The Cheesemaker’s Daughter

11 Nov

Note: Over the past three days, I have been publishing excerpts from my upcoming romance novels. Each of these stories is set in a different exotic locale and features themes of romance, love, passion, lust, and amorousness. You can find them in a supermarket or airport book store near you.

Young love is something different to everyone. For some, it’s a dank cave full of ricotta. For others, it’s a rank Roquefort on your Weihnachtstag table. Maybe, young love for you is unpasteurized goat’s milk on your lederhosen. For me, love is a Bavarian milkmaid with cassein in her hair.

Greta was the kind of girl who knew her way around an udder. I first chanced upon her in the lush meadows of the low Alps. My father’s prized steer, Günther, had just bolted from the corral. We were in the kitchen, making spatzel, when we first heard his cowbell dinging down into the valley. I rushed to sound my alpenhorn, but Günther was a stubborn beast. Strong in the grain fields, but stubborn as an ass. Begrudgingly, I put on my galoshes and headed out onto the steppe.

Hoping that a fellow dairyman might have recognized our signature brand on Günther’s fleshy undercarriage, I stopped in at a ramshackle old barn. I yodeled loudly to announce my presence. The old building was made of rotting mountain spruce and sized for a baker’s dozen cows. Seeing a light on in the building, and enticed by the smell of fresh milk, I walked toward the door. A Heifer mooed inside, above the sound of squirting udders. As I leaned my head around the doorframe, I laid eyes upon the most beautiful farmhand I’d ever seen in my years as a cheesemonger.

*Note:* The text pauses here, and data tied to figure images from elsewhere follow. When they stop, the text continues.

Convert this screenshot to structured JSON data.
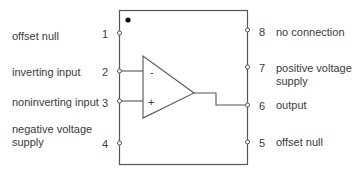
{
  "diagram": {
    "orientation_dot": true,
    "op_amp": {
      "inverting_symbol": "-",
      "noninverting_symbol": "+"
    },
    "pins_left": [
      {
        "number": "1",
        "label": "offset null"
      },
      {
        "number": "2",
        "label": "inverting input"
      },
      {
        "number": "3",
        "label": "noninverting input"
      },
      {
        "number": "4",
        "label": "negative voltage supply",
        "label_line1": "negative voltage",
        "label_line2": "supply"
      }
    ],
    "pins_right": [
      {
        "number": "8",
        "label": "no connection"
      },
      {
        "number": "7",
        "label": "positive voltage supply",
        "label_line1": "positive voltage",
        "label_line2": "supply"
      },
      {
        "number": "6",
        "label": "output"
      },
      {
        "number": "5",
        "label": "offset null"
      }
    ],
    "colors": {
      "line": "#555555",
      "text": "#3a3a3a",
      "background": "#ffffff"
    }
  }
}
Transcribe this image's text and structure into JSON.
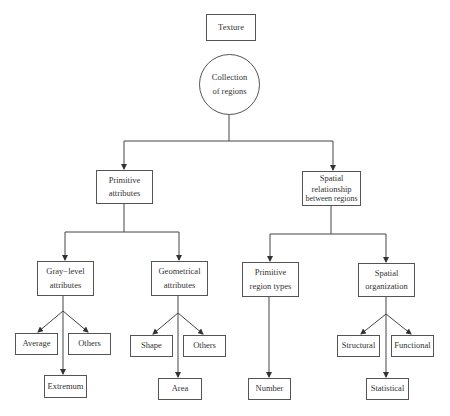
{
  "diagram": {
    "title": "Texture",
    "nodes": {
      "texture": {
        "label": "Texture"
      },
      "collection": {
        "line1": "Collection",
        "line2": "of regions"
      },
      "primitive_attributes": {
        "line1": "Primitive",
        "line2": "attributes"
      },
      "spatial_relationship": {
        "line1": "Spatial",
        "line2": "relationship",
        "line3": "between regions"
      },
      "gray_level": {
        "line1": "Gray−level",
        "line2": "attributes"
      },
      "geometrical": {
        "line1": "Geometrical",
        "line2": "attributes"
      },
      "primitive_region_types": {
        "line1": "Primitive",
        "line2": "region types"
      },
      "spatial_organization": {
        "line1": "Spatial",
        "line2": "organization"
      },
      "average": {
        "label": "Average"
      },
      "others_gray": {
        "label": "Others"
      },
      "extremum": {
        "label": "Extremum"
      },
      "shape": {
        "label": "Shape"
      },
      "others_geo": {
        "label": "Others"
      },
      "area": {
        "label": "Area"
      },
      "number": {
        "label": "Number"
      },
      "structural": {
        "label": "Structural"
      },
      "functional": {
        "label": "Functional"
      },
      "statistical": {
        "label": "Statistical"
      }
    },
    "edges": [
      [
        "Collection of regions",
        "Primitive attributes"
      ],
      [
        "Collection of regions",
        "Spatial relationship between regions"
      ],
      [
        "Primitive attributes",
        "Gray-level attributes"
      ],
      [
        "Primitive attributes",
        "Geometrical attributes"
      ],
      [
        "Spatial relationship between regions",
        "Primitive region types"
      ],
      [
        "Spatial relationship between regions",
        "Spatial organization"
      ],
      [
        "Gray-level attributes",
        "Average"
      ],
      [
        "Gray-level attributes",
        "Others"
      ],
      [
        "Gray-level attributes",
        "Extremum"
      ],
      [
        "Geometrical attributes",
        "Shape"
      ],
      [
        "Geometrical attributes",
        "Others"
      ],
      [
        "Geometrical attributes",
        "Area"
      ],
      [
        "Primitive region types",
        "Number"
      ],
      [
        "Spatial organization",
        "Structural"
      ],
      [
        "Spatial organization",
        "Functional"
      ],
      [
        "Spatial organization",
        "Statistical"
      ]
    ],
    "colors": {
      "line": "#444444",
      "border": "#555555",
      "background": "#ffffff"
    }
  }
}
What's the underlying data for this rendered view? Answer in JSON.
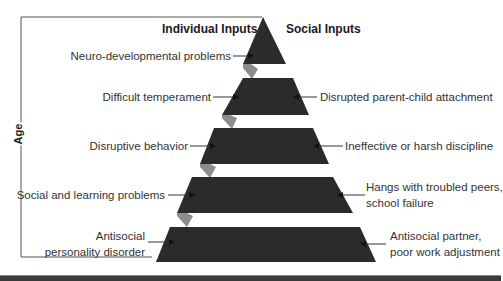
{
  "diagram": {
    "axis_label": "Age",
    "headers": {
      "left": "Individual Inputs",
      "right": "Social Inputs"
    },
    "tiers": [
      {
        "individual": "Neuro-developmental problems",
        "social": ""
      },
      {
        "individual": "Difficult temperament",
        "social": "Disrupted parent-child attachment"
      },
      {
        "individual": "Disruptive behavior",
        "social": "Ineffective or harsh discipline"
      },
      {
        "individual": "Social and learning problems",
        "social_line1": "Hangs with troubled peers,",
        "social_line2": "school failure"
      },
      {
        "individual_line1": "Antisocial",
        "individual_line2": "personality disorder",
        "social_line1": "Antisocial partner,",
        "social_line2": "poor work adjustment"
      }
    ],
    "colors": {
      "tier_fill": "#2b2b2b",
      "shadow_fill": "#8a8a8a",
      "line": "#444444",
      "bottom_bar": "#3a3a3a"
    }
  }
}
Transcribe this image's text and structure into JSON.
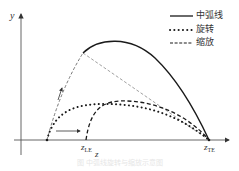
{
  "diagram": {
    "axes": {
      "y_label": "y",
      "x_label": "z"
    },
    "markers": {
      "leading_edge": {
        "symbol": "z",
        "subscript": "LE"
      },
      "trailing_edge": {
        "symbol": "z",
        "subscript": "TE"
      }
    },
    "legend": [
      {
        "style": "solid",
        "label": "中弧线"
      },
      {
        "style": "dotted",
        "label": "旋转"
      },
      {
        "style": "dashed",
        "label": "缩放"
      }
    ],
    "caption": "图 中弧线旋转与缩放示意图",
    "colors": {
      "line": "#1a1a1a",
      "axis": "#555555",
      "thin_dashed": "#777777"
    }
  }
}
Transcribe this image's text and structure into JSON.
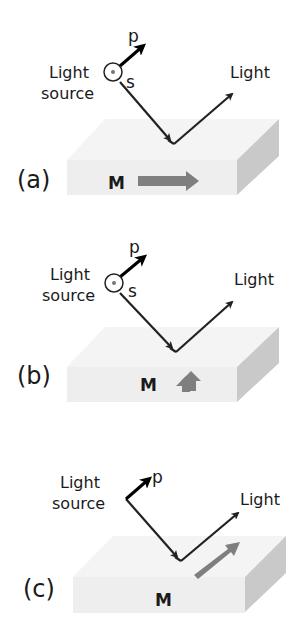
{
  "figure": {
    "colors": {
      "slab_top": "#f4f4f4",
      "slab_front": "#eeeeee",
      "slab_side": "#c8c8c8",
      "ray": "#222222",
      "magnetization_arrow": "#7f7f7f",
      "text": "#1a1a1a"
    },
    "panels": [
      {
        "label": "(a)",
        "source_label_line1": "Light",
        "source_label_line2": "source",
        "reflected_label": "Light",
        "p_label": "p",
        "s_label": "s",
        "magnetization_label": "M",
        "magnetization_direction": "in-plane, parallel to plane of incidence (longitudinal)"
      },
      {
        "label": "(b)",
        "source_label_line1": "Light",
        "source_label_line2": "source",
        "reflected_label": "Light",
        "p_label": "p",
        "s_label": "s",
        "magnetization_label": "M",
        "magnetization_direction": "out-of-plane (polar)"
      },
      {
        "label": "(c)",
        "source_label_line1": "Light",
        "source_label_line2": "source",
        "reflected_label": "Light",
        "p_label": "p",
        "magnetization_label": "M",
        "magnetization_direction": "in-plane, perpendicular to plane of incidence (transverse)"
      }
    ]
  }
}
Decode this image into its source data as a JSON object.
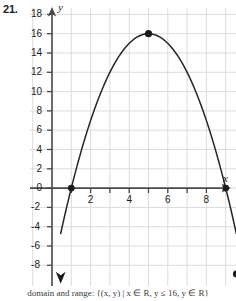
{
  "problem": {
    "number": "21."
  },
  "axes": {
    "x_letter": "x",
    "y_letter": "y",
    "x_tick_labels": [
      "2",
      "4",
      "6",
      "8"
    ],
    "y_tick_labels": [
      "18",
      "16",
      "14",
      "12",
      "10",
      "8",
      "6",
      "4",
      "2",
      "0",
      "-2",
      "-4",
      "-6",
      "-8"
    ]
  },
  "caption": {
    "text": "domain and range: {(x, y) | x ∈ R, y ≤ 16, y ∈ R}"
  },
  "colors": {
    "grid": "#dcdcdc",
    "axis": "#4a4a4a",
    "curve": "#262626",
    "text": "#1b1b1b",
    "background": "#ffffff"
  },
  "chart_data": {
    "type": "line",
    "title": "",
    "xlabel": "x",
    "ylabel": "y",
    "grid": true,
    "legend": "none",
    "xlim": [
      -0.7,
      9.9
    ],
    "ylim": [
      -9.7,
      19.4
    ],
    "x_ticks": [
      2,
      4,
      6,
      8
    ],
    "y_ticks": [
      18,
      16,
      14,
      12,
      10,
      8,
      6,
      4,
      2,
      0,
      -2,
      -4,
      -6,
      -8
    ],
    "curve": {
      "name": "parabola",
      "equation": "y = -(x - 1)(x - 9)",
      "expanded": "y = -x^2 + 10x - 9",
      "opens": "down",
      "vertex": [
        5,
        16
      ],
      "x_intercepts": [
        1,
        9
      ],
      "y_intercept": -9,
      "x": [
        0.45,
        1,
        2,
        3,
        4,
        5,
        6,
        7,
        8,
        9,
        9.55
      ],
      "values": [
        -8.9,
        0,
        7,
        12,
        15,
        16,
        15,
        12,
        7,
        0,
        -8.9
      ]
    },
    "points": [
      {
        "label": "x-intercept-left",
        "x": 1,
        "y": 0,
        "style": "filled-dot"
      },
      {
        "label": "vertex",
        "x": 5,
        "y": 16,
        "style": "filled-dot"
      },
      {
        "label": "x-intercept-right",
        "x": 9,
        "y": 0,
        "style": "filled-dot"
      },
      {
        "label": "right-endpoint",
        "x": 9.55,
        "y": -8.9,
        "style": "filled-dot"
      }
    ],
    "arrows": [
      {
        "label": "left-end-arrow",
        "x": 0.45,
        "y": -9.3,
        "direction": "down"
      },
      {
        "label": "x-axis-arrow",
        "direction": "right"
      },
      {
        "label": "y-axis-arrow",
        "direction": "up"
      }
    ]
  }
}
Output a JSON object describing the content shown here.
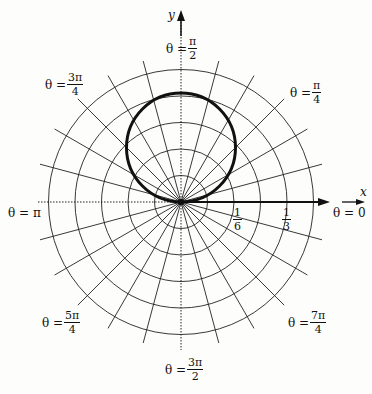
{
  "chart_data": {
    "type": "polar-line",
    "title": "",
    "curve": {
      "description": "circle through the pole, tangent to the x-axis at the origin, lying above the x-axis",
      "equation": "r = (1/3) sin θ (approx., diameter ≈ 1/3 on y-axis)",
      "diameter_units": 0.34,
      "stroke": "#111111"
    },
    "grid": {
      "rings": [
        0.0833,
        0.1667,
        0.25,
        0.3333,
        0.4167
      ],
      "ring_spacing": "1/12",
      "radial_lines_count": 24,
      "radial_spacing_deg": 15
    },
    "radial_tick_labels": [
      {
        "num": "1",
        "den": "6",
        "r": 0.1667
      },
      {
        "num": "1",
        "den": "3",
        "r": 0.3333
      }
    ],
    "axis_labels": {
      "x": "x",
      "y": "y"
    },
    "angle_labels": [
      {
        "key": "theta0",
        "prefix": "θ =",
        "num": "0",
        "den": ""
      },
      {
        "key": "theta_pi_4",
        "prefix": "θ =",
        "num": "π",
        "den": "4"
      },
      {
        "key": "theta_pi_2",
        "prefix": "θ =",
        "num": "π",
        "den": "2"
      },
      {
        "key": "theta_3pi_4",
        "prefix": "θ =",
        "num": "3π",
        "den": "4"
      },
      {
        "key": "theta_pi",
        "prefix": "θ =",
        "num": "π",
        "den": ""
      },
      {
        "key": "theta_5pi_4",
        "prefix": "θ =",
        "num": "5π",
        "den": "4"
      },
      {
        "key": "theta_3pi_2",
        "prefix": "θ =",
        "num": "3π",
        "den": "2"
      },
      {
        "key": "theta_7pi_4",
        "prefix": "θ =",
        "num": "7π",
        "den": "4"
      }
    ],
    "grid_on": true,
    "legend": null
  },
  "labels": {
    "x_axis": "x",
    "y_axis": "y",
    "theta_eq": "θ =",
    "theta0": "θ = 0",
    "theta_pi": "θ = π",
    "theta_pi_2": {
      "num": "π",
      "den": "2"
    },
    "theta_pi_4": {
      "num": "π",
      "den": "4"
    },
    "theta_3pi_4": {
      "num": "3π",
      "den": "4"
    },
    "theta_5pi_4": {
      "num": "5π",
      "den": "4"
    },
    "theta_3pi_2": {
      "num": "3π",
      "den": "2"
    },
    "theta_7pi_4": {
      "num": "7π",
      "den": "4"
    },
    "tick_1_6": {
      "num": "1",
      "den": "6"
    },
    "tick_1_3": {
      "num": "1",
      "den": "3"
    }
  },
  "colors": {
    "ink": "#111111",
    "grid": "#222222",
    "background": "#fdfdfb"
  }
}
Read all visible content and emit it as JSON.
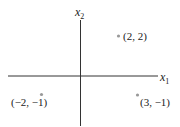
{
  "axes": {
    "x_label": "x",
    "x_sub": "1",
    "y_label": "x",
    "y_sub": "2"
  },
  "points": [
    {
      "label": "(2, 2)",
      "x": 2,
      "y": 2
    },
    {
      "label": "(−2, −1)",
      "x": -2,
      "y": -1
    },
    {
      "label": "(3, −1)",
      "x": 3,
      "y": -1
    }
  ],
  "colors": {
    "axis": "#333333",
    "point": "#999999",
    "text": "#222222"
  }
}
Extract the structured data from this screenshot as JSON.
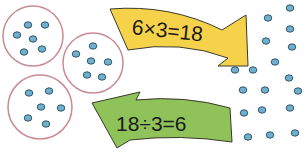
{
  "colors": {
    "circle_stroke": "#c98a93",
    "dot_fill": "#6fb0cf",
    "dot_stroke": "#2a4a5a",
    "multiply_arrow_fill": "#f6d24a",
    "divide_arrow_fill": "#8fc35a",
    "arrow_stroke": "#3a3a2a"
  },
  "groups": {
    "count": 3,
    "dots_per_group": 6
  },
  "total_dots": 18,
  "multiply_arrow": {
    "label": "6×3=18",
    "direction": "right"
  },
  "divide_arrow": {
    "label": "18÷3=6",
    "direction": "left"
  }
}
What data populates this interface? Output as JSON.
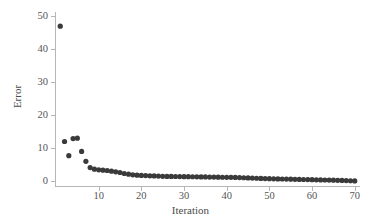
{
  "chart_data": {
    "type": "scatter",
    "title": "",
    "subtitle": "",
    "xlabel": "Iteration",
    "ylabel": "Error",
    "xlim": [
      0,
      71
    ],
    "ylim": [
      -1.5,
      51
    ],
    "xticks": [
      10,
      20,
      30,
      40,
      50,
      60,
      70
    ],
    "yticks": [
      0,
      10,
      20,
      30,
      40,
      50
    ],
    "xtick_labels": [
      "10",
      "20",
      "30",
      "40",
      "50",
      "60",
      "70"
    ],
    "ytick_labels": [
      "0",
      "10",
      "20",
      "30",
      "40",
      "50"
    ],
    "grid": false,
    "legend": null,
    "legend_position": "none",
    "marker": "circle",
    "marker_size": 2.6,
    "marker_color": "#3a3a3a",
    "axis_color": "#b6b6b6",
    "text_color": "#4a4a4a",
    "background_color": "#ffffff",
    "annotations": [],
    "series": [
      {
        "name": "Error",
        "x": [
          1,
          2,
          3,
          4,
          5,
          6,
          7,
          8,
          9,
          10,
          11,
          12,
          13,
          14,
          15,
          16,
          17,
          18,
          19,
          20,
          21,
          22,
          23,
          24,
          25,
          26,
          27,
          28,
          29,
          30,
          31,
          32,
          33,
          34,
          35,
          36,
          37,
          38,
          39,
          40,
          41,
          42,
          43,
          44,
          45,
          46,
          47,
          48,
          49,
          50,
          51,
          52,
          53,
          54,
          55,
          56,
          57,
          58,
          59,
          60,
          61,
          62,
          63,
          64,
          65,
          66,
          67,
          68,
          69,
          70
        ],
        "y": [
          47.0,
          12.0,
          7.7,
          12.9,
          13.0,
          9.0,
          6.0,
          4.1,
          3.6,
          3.4,
          3.3,
          3.2,
          3.0,
          2.8,
          2.6,
          2.3,
          2.1,
          1.9,
          1.8,
          1.7,
          1.65,
          1.6,
          1.55,
          1.5,
          1.45,
          1.42,
          1.4,
          1.38,
          1.36,
          1.34,
          1.32,
          1.3,
          1.28,
          1.26,
          1.24,
          1.22,
          1.2,
          1.18,
          1.16,
          1.14,
          1.12,
          1.1,
          1.05,
          1.0,
          0.95,
          0.9,
          0.85,
          0.8,
          0.76,
          0.72,
          0.68,
          0.65,
          0.62,
          0.59,
          0.56,
          0.53,
          0.5,
          0.47,
          0.44,
          0.41,
          0.38,
          0.35,
          0.32,
          0.29,
          0.26,
          0.23,
          0.19,
          0.15,
          0.1,
          0.05
        ]
      }
    ]
  },
  "axes": {
    "x_title": "Iteration",
    "y_title": "Error"
  }
}
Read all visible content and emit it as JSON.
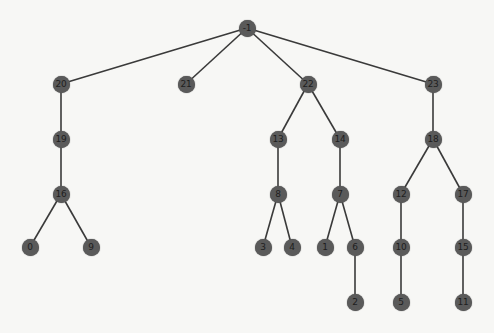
{
  "diagram": {
    "type": "tree",
    "style": {
      "node_color": "#5a5a5a",
      "label_color": "#1e1e1e",
      "edge_color": "#3a3a3a",
      "background": "#f7f7f5"
    },
    "nodes": [
      {
        "id": "-1",
        "label": "-1",
        "x": 247,
        "y": 28
      },
      {
        "id": "20",
        "label": "20",
        "x": 61,
        "y": 84
      },
      {
        "id": "21",
        "label": "21",
        "x": 186,
        "y": 84
      },
      {
        "id": "22",
        "label": "22",
        "x": 308,
        "y": 84
      },
      {
        "id": "23",
        "label": "23",
        "x": 433,
        "y": 84
      },
      {
        "id": "19",
        "label": "19",
        "x": 61,
        "y": 139
      },
      {
        "id": "13",
        "label": "13",
        "x": 278,
        "y": 139
      },
      {
        "id": "14",
        "label": "14",
        "x": 340,
        "y": 139
      },
      {
        "id": "18",
        "label": "18",
        "x": 433,
        "y": 139
      },
      {
        "id": "16",
        "label": "16",
        "x": 61,
        "y": 194
      },
      {
        "id": "8",
        "label": "8",
        "x": 278,
        "y": 194
      },
      {
        "id": "7",
        "label": "7",
        "x": 340,
        "y": 194
      },
      {
        "id": "12",
        "label": "12",
        "x": 401,
        "y": 194
      },
      {
        "id": "17",
        "label": "17",
        "x": 463,
        "y": 194
      },
      {
        "id": "0",
        "label": "0",
        "x": 30,
        "y": 247
      },
      {
        "id": "9",
        "label": "9",
        "x": 91,
        "y": 247
      },
      {
        "id": "3",
        "label": "3",
        "x": 263,
        "y": 247
      },
      {
        "id": "4",
        "label": "4",
        "x": 292,
        "y": 247
      },
      {
        "id": "1",
        "label": "1",
        "x": 325,
        "y": 247
      },
      {
        "id": "6",
        "label": "6",
        "x": 355,
        "y": 247
      },
      {
        "id": "10",
        "label": "10",
        "x": 401,
        "y": 247
      },
      {
        "id": "15",
        "label": "15",
        "x": 463,
        "y": 247
      },
      {
        "id": "2",
        "label": "2",
        "x": 355,
        "y": 302
      },
      {
        "id": "5",
        "label": "5",
        "x": 401,
        "y": 302
      },
      {
        "id": "11",
        "label": "11",
        "x": 463,
        "y": 302
      }
    ],
    "edges": [
      [
        "-1",
        "20"
      ],
      [
        "-1",
        "21"
      ],
      [
        "-1",
        "22"
      ],
      [
        "-1",
        "23"
      ],
      [
        "20",
        "19"
      ],
      [
        "19",
        "16"
      ],
      [
        "16",
        "0"
      ],
      [
        "16",
        "9"
      ],
      [
        "22",
        "13"
      ],
      [
        "22",
        "14"
      ],
      [
        "13",
        "8"
      ],
      [
        "8",
        "3"
      ],
      [
        "8",
        "4"
      ],
      [
        "14",
        "7"
      ],
      [
        "7",
        "1"
      ],
      [
        "7",
        "6"
      ],
      [
        "6",
        "2"
      ],
      [
        "23",
        "18"
      ],
      [
        "18",
        "12"
      ],
      [
        "18",
        "17"
      ],
      [
        "12",
        "10"
      ],
      [
        "10",
        "5"
      ],
      [
        "17",
        "15"
      ],
      [
        "15",
        "11"
      ]
    ]
  }
}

Her hair glistened under a single antiquated lightbulb like Appenzeller in the sun. Her frame was stocky, plump, and hardy, like the most popular goat at the auction haus. Her skin shone due to frequent and plentiful lactose consumption. Her calloused and graceful hands slid effortlessly over the pink udders of the tired, old cow. Her hazel eyes glimpsed me in the doorway, but with her so focused on the milking and me so content to watch her flawless technique, we remained in a tense silence.

However, I could sense that this aged cow was feeling ornery. The cow began to flare her nostrils and stamp her hooves, wriggling her udders to prevent the girl from gaining a grip. The conflict escalated, with the milkmaid tightening her grip and the cow writhing more and more, until the object of my affection threw her arms up in exasperation. The cow lurched, kicking the bucket and sending milk across the barn floor. As the spill drained through the floorboards, I announced my presence.

“Guten tag, I am searching for a lost steer,” I stareted. My voice trembled with each word. “I have known him since Kindergarten and he disappeared like a poltergeist. He is a döppelganger to that bull there, and I implore you not to find schadenfreude in my misfortune. Is it not the zeitgeist to help a fellow milkman?”

She replied sweetly, “I’m sorry, but I haven’t seen your cow. I would love to help you find him, but I need to get this cow milked.”

She told me her name was Greta and that her father owned this farm. She said that if she didn’t collect enough milk tonight, her father would not allow her to go off and be a nanny for the seven mischievous children of an Austrian navy captain. Taking her hand in mine, I felt the signature abrasions of a forceful milker. I slid behind Greta on her milking stool, wrapped my arms around hers, and whispered, “Mein strudel, allow me.”